Mary Schmidt Campbell

Re Collection: Selected Works from The Studio Museum in Harlem featured fifty-one artworks from the Museum's permanent collection accompanied by essays by notable scholars, artists and members of the Studio Museum community. The following is Mary Schmidt Campbell's essay on Romare Bearden's Conjur Woman (1964). 

Romare Bearden Conjur Woman, 1964 Photo projection on paper, 64 x 50 in. Gift of the artist  72.5 

When Romare Bearden first publicly exhibited his collages—“Projections,” he called them—in October 1964, he launched a revolution in the representation of Black people. Conjur Woman was one of these “Projections.” His scenes of Black life in this series go beyond the literal, documentary images of Black people common in popular culture of the time. He constructed rituals and ceremonies of Black life that metaphorically allude to the paintings of European masters, ancient African art or Black folk traditions. Process is as important as product in these works. Starting with a surface the size of a sheet of typing paper and filling it with his memories of people and places from his youth in Charlotte, Pittsburgh, and Harlem, Bearden constructed photomontages from bits and pieces of paper and photographs cut from popular magazines. He then photographically enlarged them to billboard-size Black-and-white images. The result in this case is a startling image in which the figure of a woman from Black folklore—who some believed was magical and whom Bearden pieced together from disparate photographic elements—stands alone in the woods with her power. Iconic, her authority is uncontested. As a Black woman, she has few precedents in the history of art.

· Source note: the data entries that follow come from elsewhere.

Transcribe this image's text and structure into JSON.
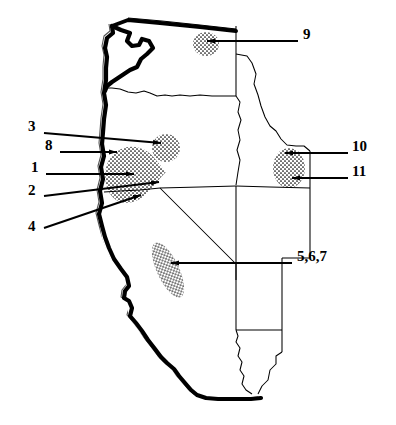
{
  "figure": {
    "type": "line-art-map",
    "region": "Western United States",
    "background_color": "#ffffff",
    "ink_color": "#000000",
    "coastline_style": "heavy black outline with thin offset shadow line",
    "fill_style": "white polygons with thin black state borders",
    "marked_area_style": "stippled / dotted shading"
  },
  "labels": [
    {
      "id": "label-9",
      "text": "9",
      "x": 303,
      "y": 34,
      "anchor": "left",
      "leader": {
        "from": [
          298,
          41
        ],
        "to": [
          203,
          41
        ],
        "arrow": true
      },
      "target_area": "northeastern-washington"
    },
    {
      "id": "label-3",
      "text": "3",
      "x": 28,
      "y": 126,
      "anchor": "left",
      "leader": {
        "from": [
          44,
          133
        ],
        "to": [
          163,
          142
        ],
        "arrow": true
      },
      "target_area": "upper-stipple-patch-south-central-oregon"
    },
    {
      "id": "label-10",
      "text": "10",
      "x": 352,
      "y": 146,
      "anchor": "left",
      "leader": {
        "from": [
          348,
          153
        ],
        "to": [
          283,
          153
        ],
        "arrow": true
      },
      "target_area": "northwestern-wyoming-yellowstone"
    },
    {
      "id": "label-8",
      "text": "8",
      "x": 45,
      "y": 145,
      "anchor": "left",
      "leader": {
        "from": [
          60,
          152
        ],
        "to": [
          115,
          152
        ],
        "arrow": true
      },
      "target_area": "west-edge-klamath-stipple"
    },
    {
      "id": "label-1",
      "text": "1",
      "x": 31,
      "y": 167,
      "anchor": "left",
      "leader": {
        "from": [
          46,
          174
        ],
        "to": [
          131,
          174
        ],
        "arrow": true
      },
      "target_area": "klamath-stipple-interior"
    },
    {
      "id": "label-11",
      "text": "11",
      "x": 352,
      "y": 171,
      "anchor": "left",
      "leader": {
        "from": [
          348,
          178
        ],
        "to": [
          290,
          178
        ],
        "arrow": true
      },
      "target_area": "northwestern-wyoming-yellowstone"
    },
    {
      "id": "label-2",
      "text": "2",
      "x": 28,
      "y": 190,
      "anchor": "left",
      "leader": {
        "from": [
          44,
          196
        ],
        "to": [
          157,
          182
        ],
        "arrow": true
      },
      "target_area": "klamath-stipple-east-tip"
    },
    {
      "id": "label-4",
      "text": "4",
      "x": 28,
      "y": 225,
      "anchor": "left",
      "leader": {
        "from": [
          44,
          228
        ],
        "to": [
          139,
          196
        ],
        "arrow": true
      },
      "target_area": "klamath-stipple-southeast"
    },
    {
      "id": "label-567",
      "text": "5,6,7",
      "x": 297,
      "y": 256,
      "anchor": "left",
      "leader": {
        "from": [
          292,
          263
        ],
        "to": [
          170,
          263
        ],
        "arrow": true
      },
      "target_area": "western-nevada-stipple-belt"
    }
  ],
  "stipple_areas": [
    {
      "id": "stipple-ne-washington",
      "label_ids": [
        "9"
      ],
      "cx": 206,
      "cy": 44,
      "rx": 13,
      "ry": 13,
      "rot": 0
    },
    {
      "id": "stipple-upper-oregon",
      "label_ids": [
        "3"
      ],
      "cx": 166,
      "cy": 148,
      "rx": 14,
      "ry": 14,
      "rot": 0
    },
    {
      "id": "stipple-klamath-main",
      "label_ids": [
        "8",
        "1",
        "2",
        "4"
      ],
      "cx": 134,
      "cy": 175,
      "rx": 30,
      "ry": 30,
      "rot": 0
    },
    {
      "id": "stipple-wyoming",
      "label_ids": [
        "10",
        "11"
      ],
      "cx": 289,
      "cy": 168,
      "rx": 17,
      "ry": 20,
      "rot": 0
    },
    {
      "id": "stipple-west-nevada",
      "label_ids": [
        "5",
        "6",
        "7"
      ],
      "cx": 168,
      "cy": 270,
      "rx": 11,
      "ry": 30,
      "rot": -25
    }
  ],
  "states_depicted": [
    "Washington",
    "Oregon",
    "Idaho",
    "California",
    "Nevada",
    "Utah",
    "Wyoming",
    "Arizona"
  ]
}
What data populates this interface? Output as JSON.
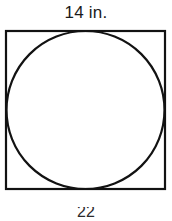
{
  "figure": {
    "type": "square-with-inscribed-circle",
    "top_label": "14 in.",
    "bottom_caption": "22",
    "background_color": "#ffffff",
    "stroke_color": "#121212",
    "text_color": "#1a1a1a",
    "square": {
      "side_label": "14 in.",
      "side_units": "in.",
      "side_length": 14,
      "x": 6,
      "y": 31,
      "width": 159,
      "height": 158,
      "stroke_width": 2
    },
    "circle": {
      "cx": 85.5,
      "cy": 110,
      "r": 79,
      "diameter_label": "14 in.",
      "stroke_width": 2,
      "fill": "none"
    }
  }
}
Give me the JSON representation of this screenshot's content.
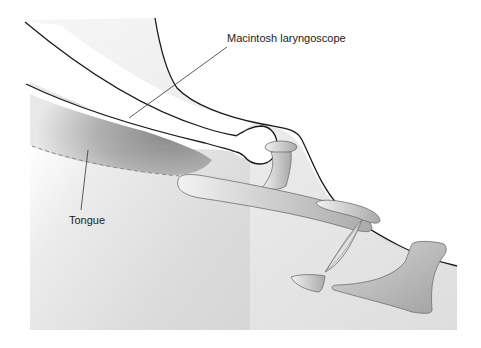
{
  "diagram": {
    "type": "anatomical-illustration",
    "labels": [
      {
        "id": "laryngoscope",
        "text": "Macintosh laryngoscope",
        "pointer_to": "blade"
      },
      {
        "id": "tongue",
        "text": "Tongue",
        "pointer_to": "tongue-shaded-region"
      }
    ],
    "colors": {
      "background": "#ffffff",
      "tissue_fill": "#d9d9d9",
      "tissue_light": "#ececec",
      "blade_fill": "#ffffff",
      "tongue_dark": "#8c8c8c",
      "outline": "#1a1a1a",
      "structure_outline": "#6e6e6e",
      "structure_fill": "#bdbdbd"
    }
  }
}
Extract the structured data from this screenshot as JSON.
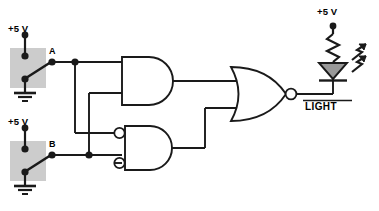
{
  "diagram": {
    "colors": {
      "wire": "#1a1a1a",
      "switch_box_fill": "#cccccc",
      "led_fill": "#999999",
      "background": "#ffffff"
    },
    "labels": {
      "supply_a": "+5 V",
      "supply_b": "+5 V",
      "supply_led": "+5 V",
      "node_a": "A",
      "node_b": "B",
      "output": "LIGHT"
    },
    "components": [
      {
        "name": "switch-a",
        "type": "spdt-switch",
        "label": "A",
        "supply": "+5 V"
      },
      {
        "name": "switch-b",
        "type": "spdt-switch",
        "label": "B",
        "supply": "+5 V"
      },
      {
        "name": "gate-and",
        "type": "and-gate",
        "inputs": 2,
        "inverted_inputs": false,
        "inverted_output": false
      },
      {
        "name": "gate-and-inverted-inputs",
        "type": "and-gate",
        "inputs": 2,
        "inverted_inputs": true,
        "inverted_output": false
      },
      {
        "name": "gate-nor",
        "type": "or-gate",
        "inputs": 2,
        "inverted_inputs": false,
        "inverted_output": true
      },
      {
        "name": "resistor",
        "type": "resistor",
        "supply": "+5 V"
      },
      {
        "name": "led",
        "type": "light-emitting-diode",
        "label": "LIGHT"
      }
    ]
  }
}
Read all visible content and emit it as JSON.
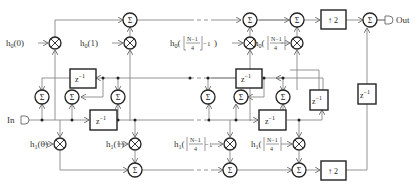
{
  "diagram": {
    "input_label": "In",
    "output_label": "Out",
    "delay_label": "z",
    "delay_exp": "−1",
    "sum_symbol": "Σ",
    "mult_symbol": "×",
    "upsample_label": "2",
    "upsample_arrow": "↑",
    "coeffs_top": [
      {
        "base": "h",
        "sub": "0",
        "arg": "(0)"
      },
      {
        "base": "h",
        "sub": "0",
        "arg": "(1)"
      },
      {
        "base": "h",
        "sub": "0",
        "arg": "(⌊(N−1)/4⌋−1)"
      },
      {
        "base": "h",
        "sub": "0",
        "arg": "(⌊(N−1)/4⌋)"
      }
    ],
    "coeffs_bottom": [
      {
        "base": "h",
        "sub": "1",
        "arg": "(0)"
      },
      {
        "base": "h",
        "sub": "1",
        "arg": "(1)"
      },
      {
        "base": "h",
        "sub": "1",
        "arg": "(⌊(N−1)/4⌋−1)"
      },
      {
        "base": "h",
        "sub": "1",
        "arg": "(⌊(N−1)/4⌋)"
      }
    ],
    "frac_num": "N−1",
    "frac_den": "4",
    "minus_one": "−1"
  }
}
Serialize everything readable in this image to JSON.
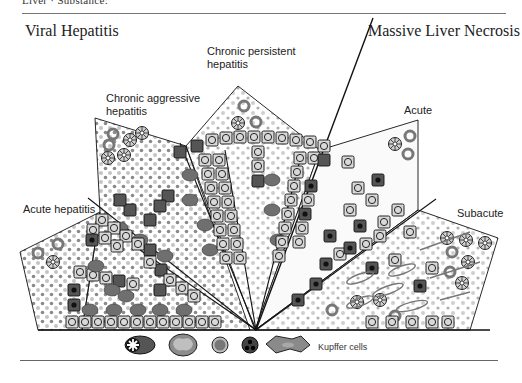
{
  "header": {
    "running_title": "Liver · Substance:"
  },
  "titles": {
    "left": "Viral Hepatitis",
    "right": "Massive Liver Necrosis"
  },
  "sector_labels": {
    "acute_hepatitis": "Acute hepatitis",
    "chronic_aggressive": [
      "Chronic aggressive",
      "hepatitis"
    ],
    "chronic_persistent": [
      "Chronic persistent",
      "hepatitis"
    ],
    "acute": "Acute",
    "subacute": "Subacute"
  },
  "legend": {
    "items": [
      {
        "name": "plasma-cell",
        "color": "#555555"
      },
      {
        "name": "macrophage",
        "color": "#9a9a9a"
      },
      {
        "name": "lymphocyte",
        "color": "#777777"
      },
      {
        "name": "granulocyte",
        "color": "#444444"
      },
      {
        "name": "kupffer-cell",
        "color": "#888888"
      }
    ],
    "kupffer_label": "Kupffer cells"
  },
  "colors": {
    "hepatocyte_fill": "#d9d9d9",
    "necrotic_fill": "#5a5a5a",
    "infiltrate_dark": "#6f6f6f",
    "infiltrate_light": "#bdbdbd",
    "outline": "#111111"
  }
}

Bearden continued to develop his collages until his death in 1988, eliminating the photographic enlargement step and, in some cases, photographic elements altogether. In some of these later works, he invented dazzling solutions to the problem of representing of space and light, using meticulously cut and painted paper, or fragments of fabric. The revolution he launched with the “Projections”—to represent Black life in rich symbolic terms—remained, as in the collage Prelude to Farewell. His collages often contain motifs that appear and reappear in different guises. Some are present in Prelude to Farewell: a woman bathing, generational contrast, sensuous treatment of the Black nude, a train (which Bearden has said represents departures and arrivals), contrast between exterior and interior space, and an aura of constrained yearning and desire. Bearden successfully invented a new visual language for communicating and understanding the beauty and complexity of Black life that, in the words of one critic, is “like a personal dictionary whose self-definition is its own voice and its own authority.”